Google has introduced DiffusionGemma—an experimental model based on the Gemma 4 26B MoE architecture that uses the discrete diffusion method to radically accelerate text generation. Instead of sequential token prediction, the model processes data blocks in parallel, enabling extreme inference speeds on modern hardware.


What Happened
Google has developed DiffusionGemma, an experimental model with a Mixture-of-Experts (MoE) architecture. The model has a total of 26B parameters; however, thanks to its sparse structure (only 8 out of 128 experts are active), only 3.8B parameters are used during inference. The core innovation lies in the use of discrete diffusion, which allows for the parallel processing of 256-token blocks (canvases). As a result, generation speeds reach over 1,000 tokens per second on an NVIDIA H100 and over 700 tokens per second on consumer RTX 5090 graphics cards.
Context
Traditional LLMs use an autoregressive approach, predicting each subsequent token sequentially, which creates a speed bottleneck and prevents full utilization of GPU parallelism. DiffusionGemma proposes a paradigm shift, moving from character-by-character or stream-oriented decoding to methods capable of generating entire text fragments in a single step.

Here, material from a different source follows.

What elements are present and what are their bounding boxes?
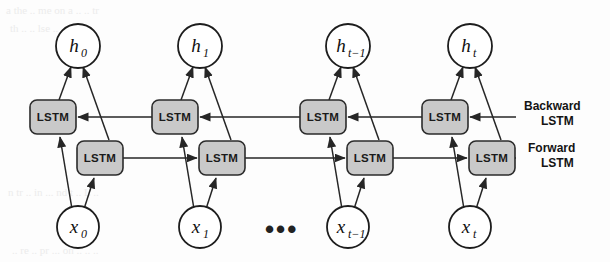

Why It Matters for the Industry
The transition to diffusion approaches could radically change industry standards for inference performance. This opens the way for hybrid architectures that solve the latency problem when generating large volumes of text. The success of such prototypes could lead to an industrial standard shift: if diffusion quality matches autoregression, traditional token-by-token streaming may become obsolete.
Why It Matters for Users
For end users, this means the emergence of AI assistants that work almost instantaneously. Instead of the familiar process of text "typing" letter by letter, interfaces will be able to output entire paragraphs at once. This is critical for interactive applications and running on local consumer hardware, such as the RTX 50 series, where high throughput without massive latency is essential.
What Is Not Yet Known / Limitations
At the current stage, there is a significant trade-off between speed and quality: the use of discrete diffusion leads to a reduction in accuracy and text generation quality compared to classical autoregressive models, which may limit their application in serious production systems.